2. The concept of modernization theory, which is at the core of the "one world" vision, states that economic
development will create a middle class that will demand opportunities for democratic participation.
3. Proponents of a new medievalism insist that the creation of the world state is inevitable due to the spread of
the idea of global governance.
4. The Liberal paradigm is associated with the "war becomes unthinkable" vision which is based on the
observation that, over time, the idea of war has become less and less acceptable.
5. One of the critiques of the "engendered peace" vision is that women tend to ignore important political issues
in favor of more equality.
6. According to the "great power war" vision, the Western civilization gradually declines in power relative to
other world civilizations.
7. Rodrik and Walt argue that a more benign world order in which great powers compete in some areas and
cooperate in others and observe new and flexible rules is possible, even if the great powers make economic and
geopolitical dominance their overriding goal.

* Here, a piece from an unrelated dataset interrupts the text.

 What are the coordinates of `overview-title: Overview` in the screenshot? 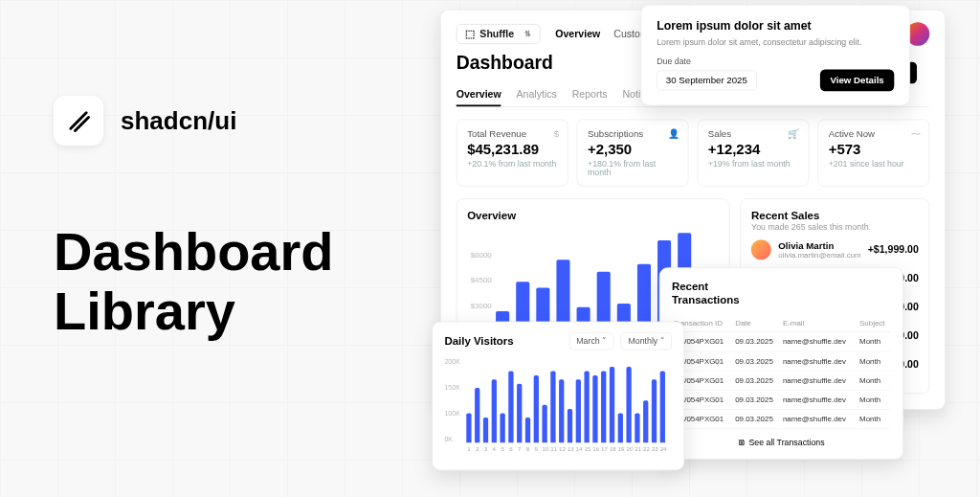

8. Rodrik and Walt propose a framework of great power actions that spells out behaviors that are prohibited,
mutually altering behavior to the benefit of all, independent behavior by a single state to fulfill national
interests, and behaviors that require multilateral involvement.
9. Rodrik and Walt conclude that the real advantages of their proposed framework are that it will impose severe
reputational costs on transgressors, and will work with a U.S.-dominated liberal order and with the imposition
of new norms of global governance from above.
10. Legvold argues that the dominant feature of international politics in the decades ahead will be two
interlocking cold wars in a new bipolar world: the new and ongoing cold war with China and the future cold
war with Russia.
11. Levgold believes that the U.S. and China see each other as major military threats, their economic
relationship is increasingly politicized, they engage in a struggle for technological supremacy driven by national
security concerns, and their geostrategic rivalry will provide the ultimate shape of the new cold war.
12. Legvold concludes that although the dangers of a deepening U.S.-Russia cold war are great, the evolution of
U.S.-Chinese relations will be the single factor determining whether a dystopian bipolar world will emerge, and
that to avoid that outcome, both countries need to recalibrate their nuclear and conventional military strategies.